Monday, December 27, 2010

52 Books in 52 Weeks: Book 50

I should have posted this book last week, but Christmas took over my life briefly. I have 5 days to read my last 2 books – hope I make it.


Love in the Time of Cholera by Gabriel García Márquez was an interesting book. My initial reaction was that I disliked it. But having had time to think about it and digest it, I have come to the conclusion that there are parts of it that I like.

This is a love story that takes place in South America during a cholera epidemic. The cholera is not the central part of the story. The story is about a young girl and boy that fall in love. They pledge to be married and then the girl changes her mind. She ends up marrying a rich doctor and the boy grows up vowing never to lose his love for the girl. In fact he decides to wait until her husband dies. He waits for more than 50 years. In the meantime she has seemingly forgotten him.

During his 50 year wait, he becomes very promiscuous as a way to remove the pain of rejection from his life. The book follows his many trysts and there some funny moments throughout.

At the end, the doctor dies and the boy and girl {now old} are able to reconnect. The "boy" is able to convince the "girl" to love him even though she once scorned him.

I am not sure if I would recommend this book, but it was an interesting story.

Excerpts from the book:
She prayed to God to give him at least a moment so that he would not go without knowing how much she had loved him despite all their doubts, and she felt an irresistible longing to begin life with him over again so that they could say what they had left unsaid and do everything right that they had done badly in the past.

...the heart's memory eliminates the bad and magnifies the good, and thanks to this artifice we manage to endure the burden of the past.

...his heart revealed to him that he and this man, whom he had always considered his personal enemy, were victims of the same fate and shared the hazards of a common passion; they were two animals yoked together. For the first time in the interminable twenty-seven years that he had been waiting, Florentino Arizo could not endure the pangs of grief at the thought that this admirable man would have to die in order for him to be happy.

It was as if they had leapt over the arduous calvary of conjugal life and gone straight to the hearts of love. They were together in silence like an old married couple wary of life, beyond the pitfalls of passion, beyond the brutal mockery of hope and the phantoms of disillusion: beyond love. For they had lived together long enough to know that love was always love, anytime and anyplace, but it was more solid the closer it came to death.

...he looked at Florentino Arizo, his invincible power, his intrepid love, and he was overwhelmed by the belated suspicion that it is life, more than death, that has no limits.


# AIM OF THE TASK
Copy out exactly the lines beginning with the one that contains "is (1357, 865)." and ending at the last line of the listing, skipping any pictures.

________________________________________

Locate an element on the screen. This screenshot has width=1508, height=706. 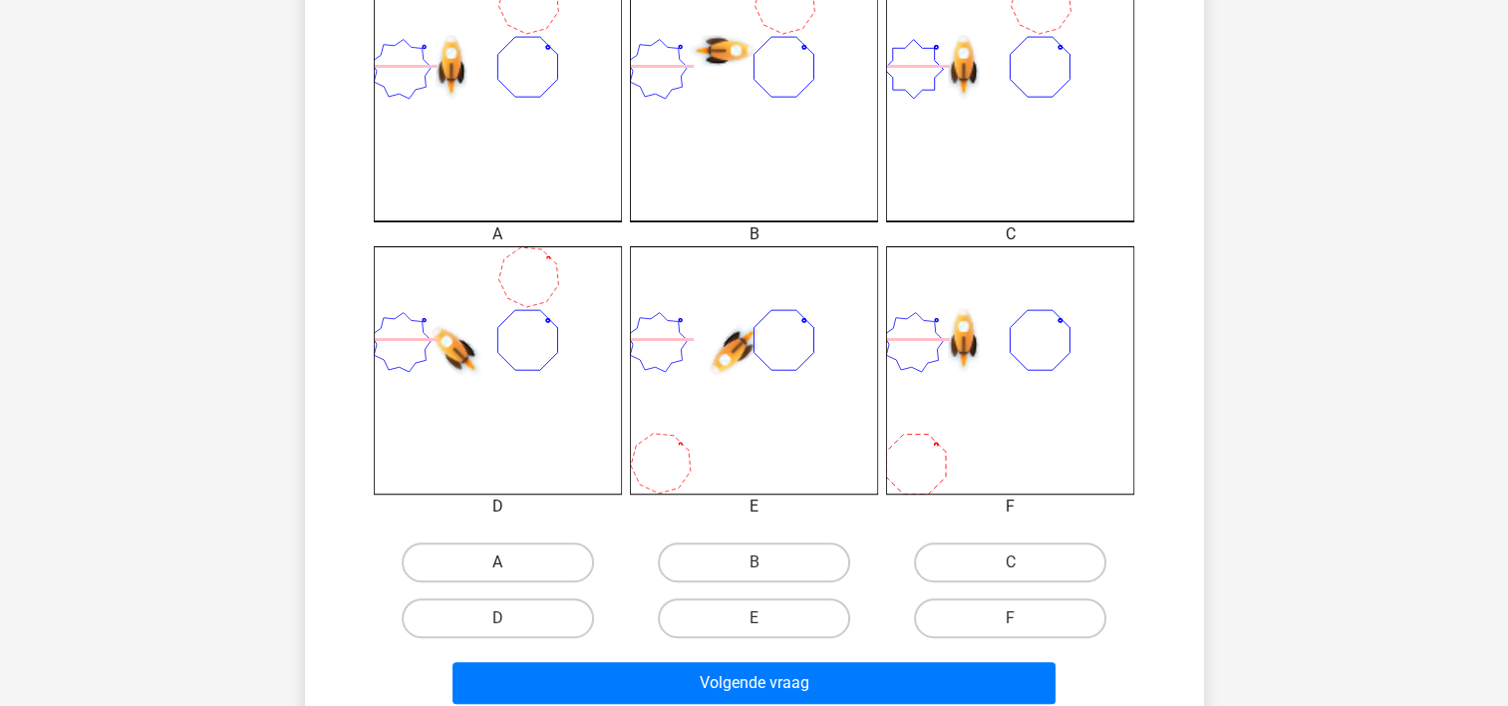
label: F is located at coordinates (1009, 618).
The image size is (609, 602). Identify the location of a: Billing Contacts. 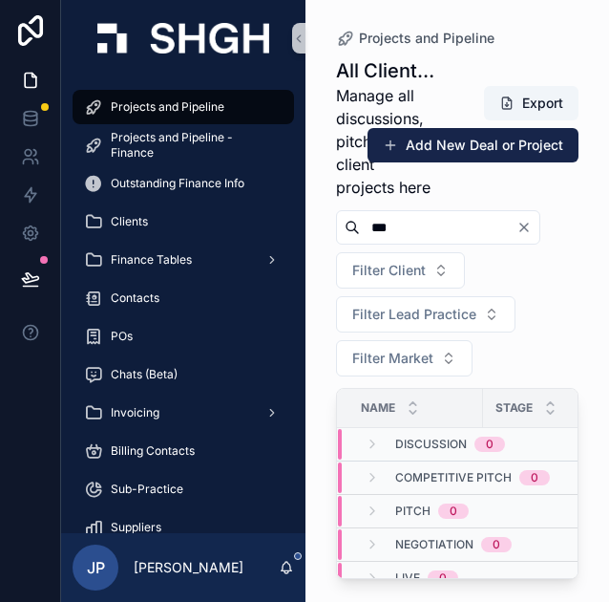
(183, 451).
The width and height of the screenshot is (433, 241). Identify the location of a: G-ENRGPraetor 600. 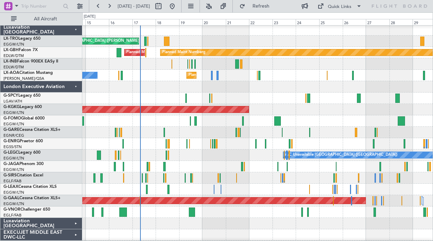
(23, 141).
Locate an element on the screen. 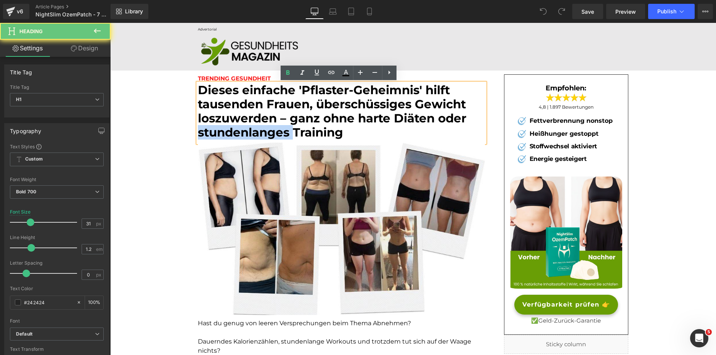  a: Mobile is located at coordinates (369, 11).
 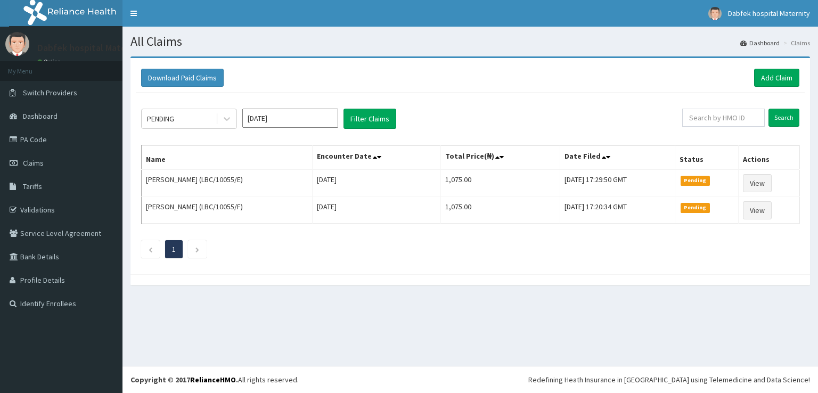 What do you see at coordinates (150, 249) in the screenshot?
I see `a: Previous page` at bounding box center [150, 249].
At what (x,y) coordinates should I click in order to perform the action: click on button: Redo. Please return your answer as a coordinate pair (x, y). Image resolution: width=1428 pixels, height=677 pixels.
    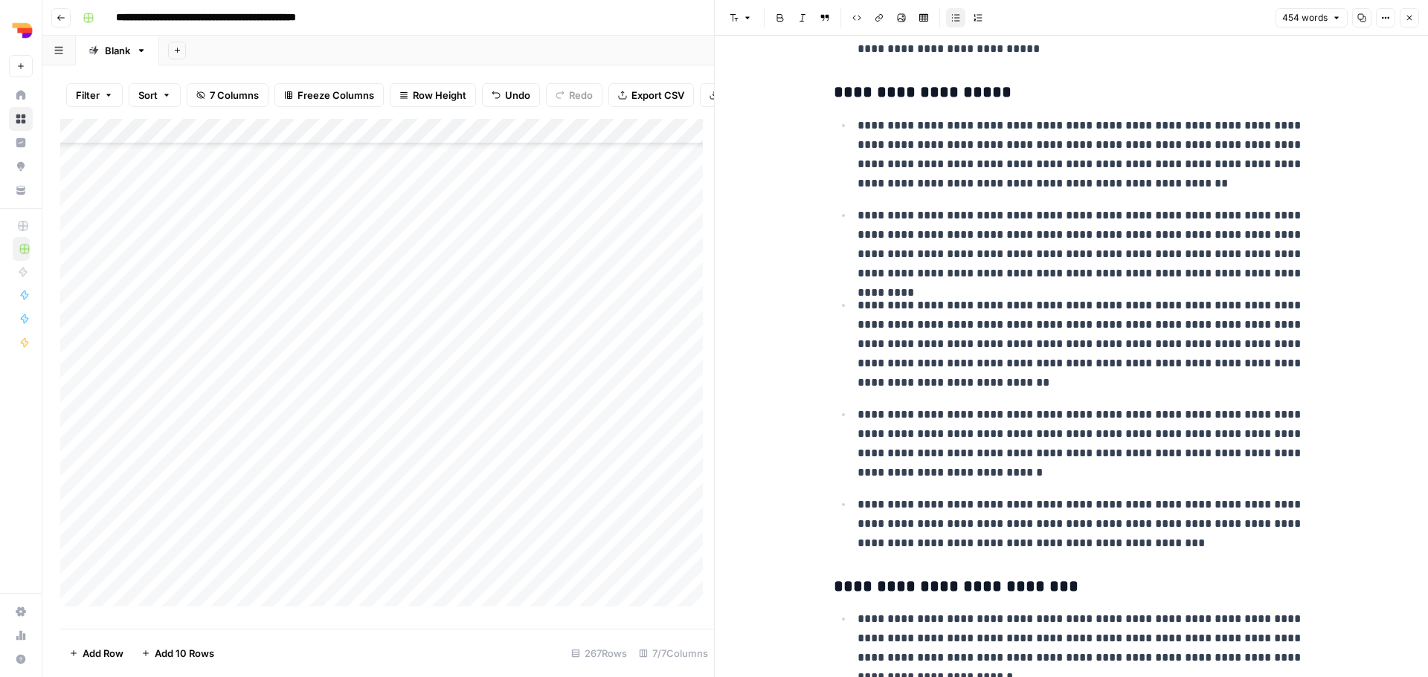
    Looking at the image, I should click on (574, 95).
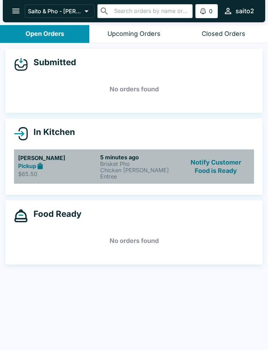 The width and height of the screenshot is (268, 350). Describe the element at coordinates (51, 132) in the screenshot. I see `h4: In Kitchen` at that location.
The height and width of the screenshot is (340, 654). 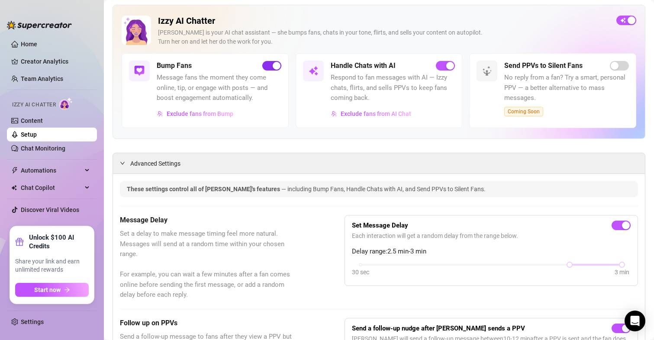 What do you see at coordinates (376, 114) in the screenshot?
I see `span: Exclude fans from AI Chat` at bounding box center [376, 114].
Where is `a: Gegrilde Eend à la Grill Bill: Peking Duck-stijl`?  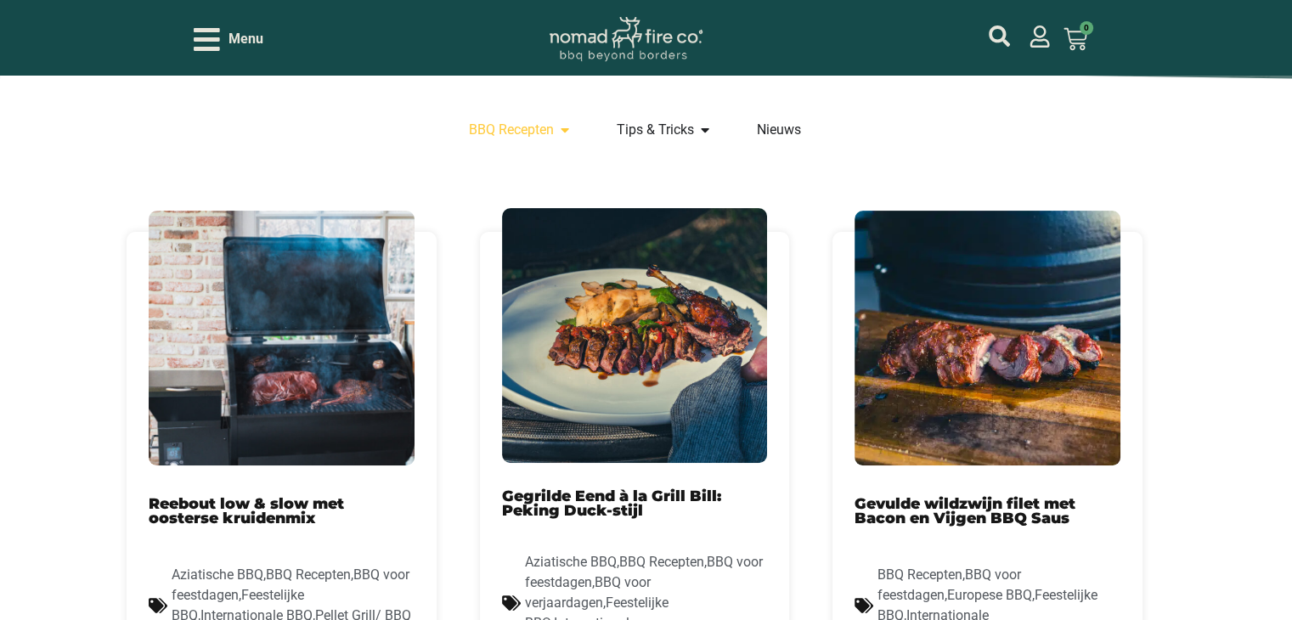
a: Gegrilde Eend à la Grill Bill: Peking Duck-stijl is located at coordinates (611, 503).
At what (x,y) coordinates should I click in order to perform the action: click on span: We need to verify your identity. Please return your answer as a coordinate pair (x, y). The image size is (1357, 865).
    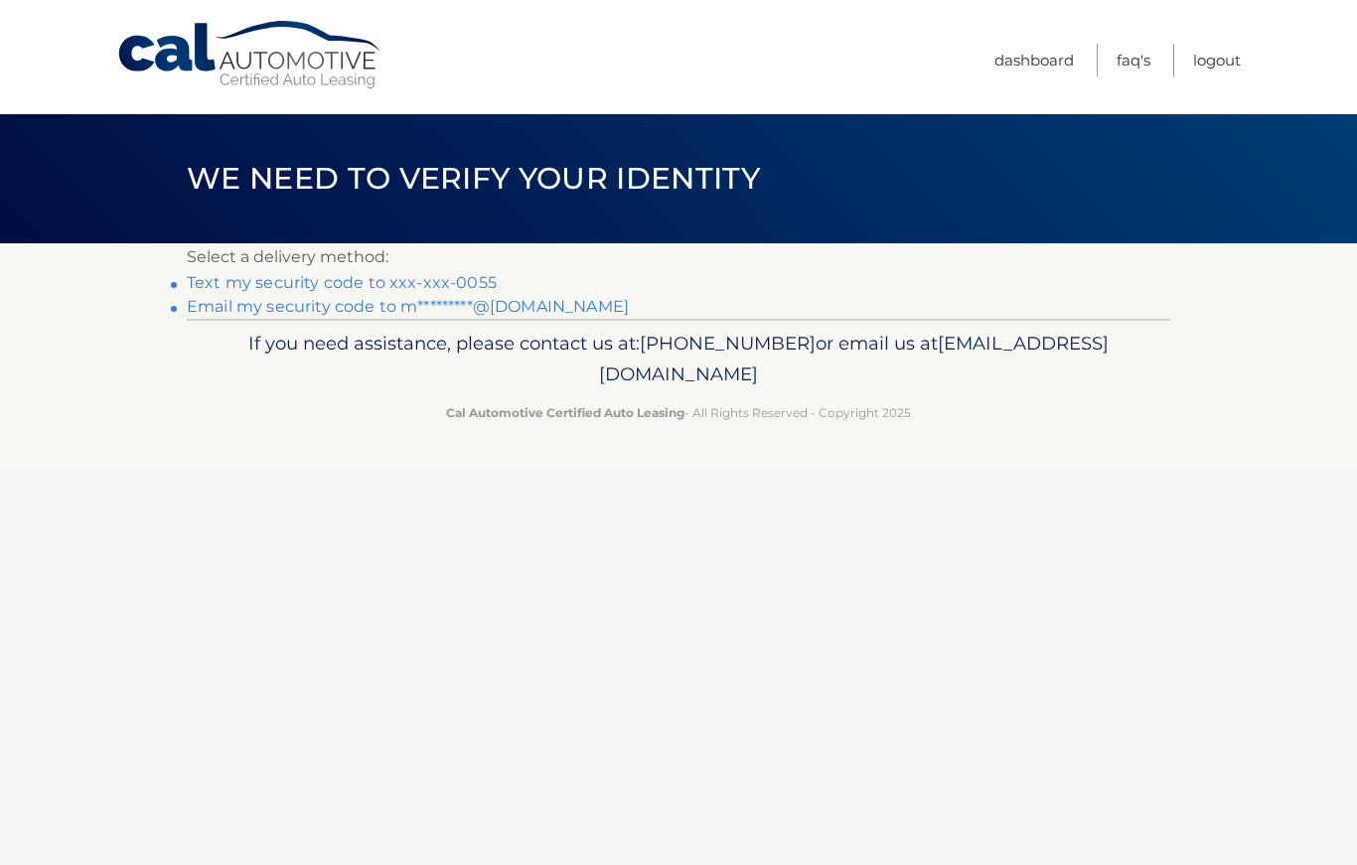
    Looking at the image, I should click on (473, 178).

________________________________________

# ANSWER TO THIS PROBLEM
At what (x,y) coordinates should I click in order to perform the action: click on span: We need to verify your identity. Please return your answer as a coordinate pair (x, y). The image size is (1357, 865).
    Looking at the image, I should click on (473, 178).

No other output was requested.